I went to law school and worked on Wall Street, so I know both of those worlds well. And I believe both of those industries pale in comparison to Hollywood. And the NFL… hey I love football as much as the next guy (even played in college) but with the NFL you are only competing on a national level. With Hollywood you are competing with people all over the world. Hollywood is the Olympics of filmmaking. No other industry is tougher. Period. The only thing that might be tougher that was mentioned above is being an astronaut. I’ll give you that one.
Charley. For real? I 100% agree that Hollywood is the major leagues but all you Rudinites and your cocky badge of honor act need to come back down to Earth before you give the astronauts a run for their money. Has he produced good films, some of them memorable? Yes. But the guy is a major league ass and the cloying idol worship his alumni propogate in this town is insufferable. In the end, he didn’t have to be such a dick. All sound and fury signifying nothing…except simple, blatant human disrespect. Let’s hear your thoughts on Pol Pot while you’re at it.
I mean why wouldn’t disney just keep the miramax label for prestige films
Howler, I worked as an assistant in the New York office. And you know what I think of your comment? Grow a pair. Either you can cut it or you can’t. This is the most competitive business in the world. If you can take a little yelling then go do something else.
Hollywood is more competitve than the NFL? You’re a douchebag.
My favorite post EVER!
All other details aside…the most competitive business in the world? You flatter yourself darling. From basketball to cycling, from astronauts to soldiers, from businesses I don’t know about ton ones I can’t even imagine. This is just another one. And many of them are just as competitive, and more so. Howler shouldngrow a pair? Maybe. And you should grow up.
Good for Scott and Amy P. He will do great things at Columbia! This town needs more producers like him.

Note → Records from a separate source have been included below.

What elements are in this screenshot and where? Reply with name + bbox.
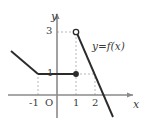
closed-dot-point bbox=[73, 71, 79, 77]
function-label: y=f(x) bbox=[92, 41, 125, 52]
dashed-guides bbox=[38, 32, 95, 95]
x-tick-neg1: -1 bbox=[29, 98, 39, 108]
origin-label: O bbox=[45, 98, 53, 108]
y-tick-1: 1 bbox=[47, 68, 53, 78]
left-ray-segment bbox=[11, 51, 38, 74]
x-tick-1: 1 bbox=[73, 98, 79, 108]
y-axis-label: y bbox=[51, 11, 57, 22]
x-axis-label: x bbox=[133, 99, 139, 110]
function-graph-figure: y x O -1 1 2 1 3 y=f(x) bbox=[0, 0, 146, 124]
axes bbox=[8, 15, 133, 118]
x-tick-2: 2 bbox=[92, 98, 98, 108]
x-axis-arrow-icon bbox=[127, 92, 133, 97]
open-dot-point bbox=[73, 29, 78, 34]
y-tick-3: 3 bbox=[46, 26, 52, 36]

Disney should have used his talents more. Rudin knows quality filmmaking.
It was common knowledge that the deal was moving to Sony, not least because they haven’t actually made any films at Disney. But I was in the LA office earlier in the week and there was talk of a move but not to the East Coast. So I don’t know if this is really just Rudin closing down the Disney-backed operation in preparation for the move. I find it really hard to believe he wouldn’t keep a presence in LA, especially when he has a class act like Bernardi and an impending deal at Sony.
“Rudin is a filmmaker-driven producer who prizes literature as source material, and Pascal shares a similar sensibility.”
That’s why Sony puts out so much shit, right?
Rudin is a class act with great taste. But he also buys up a lot of properties that never see the light of day, and might fare better with a producer who can approach them with more single minded devotion. Caleb Carr’s The Alienist? Still on the shelf. Both of the recent and great Jonathan Franzen novels? Going nowhere fast. (The latter should be six to eight hour mini series anyway.)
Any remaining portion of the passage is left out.